Word processors are powerful tools which are mostly used like very expensive electric typewriters. Remember those?
What follows are eight screencasts that use semantic styling in Microsoft Word (what Word calls Styles) to reveal the software’s remarkable power when working with long-form documents.
I’d say it will take no more than an hour to go through and understand these ideas. But it will be an hour invested that will be paid back many times over in the future.
An introduction to semantic styling and why understanding it is essential for using word processing software.
Documents (not required but here just in case):
Now that your document is semantically styled, how do you make it look the way you want it to while preserving the semantic styling?
Document: 20200916 - semantic styling.docx
How to automatically create a table of contents.
Document: 20200917 - semantic styling.docx
How to navigate a long form document using the document map. (With bonus export to PDF option.)
Documents:
How to use the outline mode in MS word to organise and re-structure your document.
Document: 20200919 - semantic styling.docx
How to create internal clickable cross-references to headings, page numbers and bookmarks. These cross-references update as the document changes (right-click Update Field (cmd-shift-option-U)).
Document: 20200920 - semantic styling.docx
How to create automatic chapter heading breadcrumbs in the header or footer of a long document. These help the reader know where they are in the document.
Document: 20200921 - semantic styling.docx
Now that you understand MS Word styles, this video shows how to create styles specific to any project that are available to you in any word document.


| EXERCISE INSTRUCTIONS |
Return the data below exactly, please, but drop the pictures.

- - - - - - -

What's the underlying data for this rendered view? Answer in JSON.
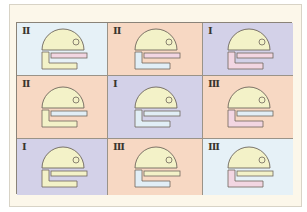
{
  "figure": {
    "grid": {
      "rows": 3,
      "cols": 3
    },
    "colors": {
      "light_blue": "#e6f1f7",
      "peach": "#f7d8c3",
      "lavender": "#d3d1e8",
      "shape_yellow": "#f3f2c8",
      "shape_pink": "#f2d6e2",
      "shape_blue": "#e1eef6",
      "outline": "#6e665c"
    },
    "cells": [
      {
        "row": 0,
        "col": 0,
        "numeral": "II",
        "bg": "light_blue",
        "dome": "shape_yellow",
        "bar": "shape_pink",
        "ell": "shape_yellow"
      },
      {
        "row": 0,
        "col": 1,
        "numeral": "II",
        "bg": "peach",
        "dome": "shape_yellow",
        "bar": "shape_pink",
        "ell": "shape_blue"
      },
      {
        "row": 0,
        "col": 2,
        "numeral": "I",
        "bg": "lavender",
        "dome": "shape_yellow",
        "bar": "shape_pink",
        "ell": "shape_pink"
      },
      {
        "row": 1,
        "col": 0,
        "numeral": "II",
        "bg": "peach",
        "dome": "shape_yellow",
        "bar": "shape_blue",
        "ell": "shape_yellow"
      },
      {
        "row": 1,
        "col": 1,
        "numeral": "I",
        "bg": "lavender",
        "dome": "shape_yellow",
        "bar": "shape_blue",
        "ell": "shape_blue"
      },
      {
        "row": 1,
        "col": 2,
        "numeral": "III",
        "bg": "peach",
        "dome": "shape_yellow",
        "bar": "shape_blue",
        "ell": "shape_pink"
      },
      {
        "row": 2,
        "col": 0,
        "numeral": "I",
        "bg": "lavender",
        "dome": "shape_yellow",
        "bar": "shape_yellow",
        "ell": "shape_yellow"
      },
      {
        "row": 2,
        "col": 1,
        "numeral": "III",
        "bg": "peach",
        "dome": "shape_yellow",
        "bar": "shape_yellow",
        "ell": "shape_blue"
      },
      {
        "row": 2,
        "col": 2,
        "numeral": "III",
        "bg": "light_blue",
        "dome": "shape_yellow",
        "bar": "shape_yellow",
        "ell": "shape_pink"
      }
    ]
  }
}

- - - - - - -

| PROBLEM SOLUTION |
What's the underlying data for this rendered view? Answer in JSON.
{
  "figure": {
    "grid": {
      "rows": 3,
      "cols": 3
    },
    "colors": {
      "light_blue": "#e6f1f7",
      "peach": "#f7d8c3",
      "lavender": "#d3d1e8",
      "shape_yellow": "#f3f2c8",
      "shape_pink": "#f2d6e2",
      "shape_blue": "#e1eef6",
      "outline": "#6e665c"
    },
    "cells": [
      {
        "row": 0,
        "col": 0,
        "numeral": "II",
        "bg": "light_blue",
        "dome": "shape_yellow",
        "bar": "shape_pink",
        "ell": "shape_yellow"
      },
      {
        "row": 0,
        "col": 1,
        "numeral": "II",
        "bg": "peach",
        "dome": "shape_yellow",
        "bar": "shape_pink",
        "ell": "shape_blue"
      },
      {
        "row": 0,
        "col": 2,
        "numeral": "I",
        "bg": "lavender",
        "dome": "shape_yellow",
        "bar": "shape_pink",
        "ell": "shape_pink"
      },
      {
        "row": 1,
        "col": 0,
        "numeral": "II",
        "bg": "peach",
        "dome": "shape_yellow",
        "bar": "shape_blue",
        "ell": "shape_yellow"
      },
      {
        "row": 1,
        "col": 1,
        "numeral": "I",
        "bg": "lavender",
        "dome": "shape_yellow",
        "bar": "shape_blue",
        "ell": "shape_blue"
      },
      {
        "row": 1,
        "col": 2,
        "numeral": "III",
        "bg": "peach",
        "dome": "shape_yellow",
        "bar": "shape_blue",
        "ell": "shape_pink"
      },
      {
        "row": 2,
        "col": 0,
        "numeral": "I",
        "bg": "lavender",
        "dome": "shape_yellow",
        "bar": "shape_yellow",
        "ell": "shape_yellow"
      },
      {
        "row": 2,
        "col": 1,
        "numeral": "III",
        "bg": "peach",
        "dome": "shape_yellow",
        "bar": "shape_yellow",
        "ell": "shape_blue"
      },
      {
        "row": 2,
        "col": 2,
        "numeral": "III",
        "bg": "light_blue",
        "dome": "shape_yellow",
        "bar": "shape_yellow",
        "ell": "shape_pink"
      }
    ]
  }
}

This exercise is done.